The Senate impeachment trial of President Donald Trump is the first in history without a review of the related documents and without testimony from witnesses, U.S. Sen. Michael Bennet said Thursday in an interview with reporters.
Senate Majority Leader Mitch McConnell and other senators, including Sen. Cory Gardner, R-Colo., voted against inviting witnesses to testify during the trial.
“Anybody who voted to table witnesses is helping to cover up what Donald Trump has done and his abuse of power,” Bennet told reporters.
Senators must vote on whether to remove Trump using evidence from the House of Representatives investigation in December.
Gardner said in a news release Tuesday the trial will be modeled after the same basic principles as the impeachment hearing held for former President Bill Clinton and will establish bipartisan guidelines that allow both sides to present their cases.
But Bennet said the comparison to the Clinton impeachment trial is unfounded, given the election corruption and foreign relations implications of Trump’s impeachment trial, as well as the lack of documents and witnesses.
Sam Berger, vice president of democracy and government reform at the Center for American Progress, said regardless of the outcome of the trial, it is “critically important that we have the documents and witnesses because that is what it means to have a fair trial.”
Republicans complain they haven’t found any new information through the investigation, but now is their chance to learn something new from witnesses, Berger said.
“Folks don’t tend to hide the stuff that is good for them,” Berger told The Durango Herald.
A majority of House lawmakers allege Trump broke the law by pressuring Ukraine’s president to find negative information about former Vice President Joe Biden, who is in the running to become the Democratic candidate for the 2020 presidential election.
Trump is accused of withholding military aid from Ukraine until Biden was investigated, but the White House denies this.
After Trump “stonewalled the House investigation,” Bennet said more evidence is needed to uncover the truth.
According to a recent poll from FiveThirtyEight, 48.1% of Americans support removing Trump from office. The poll found 83.9% of Democrats support removing Trump from office, and 8.4% of Republicans support removing Trump from office.
Americans should “fight over the next few days to make sure we get those documents” by calling their senators and other representatives so that we don’t “live in a monarchy,” Bennet said.
“Someday, it will all come out anyway,” but it should come out when senators have the opportunity to act on it, Bennet said.
Emily Hayes is a graduate student at American University in Washington, D.C., and an intern for The Durango Herald.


What you need to do:
Each record below must be written out again in exactly the same form.

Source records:
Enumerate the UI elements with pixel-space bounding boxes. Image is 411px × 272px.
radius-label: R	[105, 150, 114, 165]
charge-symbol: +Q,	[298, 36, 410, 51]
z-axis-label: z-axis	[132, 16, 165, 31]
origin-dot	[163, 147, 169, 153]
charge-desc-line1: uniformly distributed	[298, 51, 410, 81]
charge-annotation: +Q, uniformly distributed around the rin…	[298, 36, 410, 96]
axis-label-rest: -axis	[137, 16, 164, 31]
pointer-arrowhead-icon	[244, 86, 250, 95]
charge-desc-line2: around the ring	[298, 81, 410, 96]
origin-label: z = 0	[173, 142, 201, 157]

Output for this exercise:
Enumerate the UI elements with pixel-space bounding boxes. Image is 411px × 272px.
radius-label: R	[105, 150, 114, 165]
charge-symbol: +Q,	[298, 36, 410, 51]
z-axis-label: z-axis	[132, 16, 165, 31]
origin-dot	[163, 147, 169, 153]
charge-desc-line1: uniformly distributed	[298, 51, 410, 81]
charge-annotation: +Q, uniformly distributed around the rin…	[298, 36, 410, 96]
axis-label-rest: -axis	[137, 16, 164, 31]
pointer-arrowhead-icon	[244, 86, 250, 95]
charge-desc-line2: around the ring	[298, 81, 410, 96]
origin-label: z = 0	[173, 142, 201, 157]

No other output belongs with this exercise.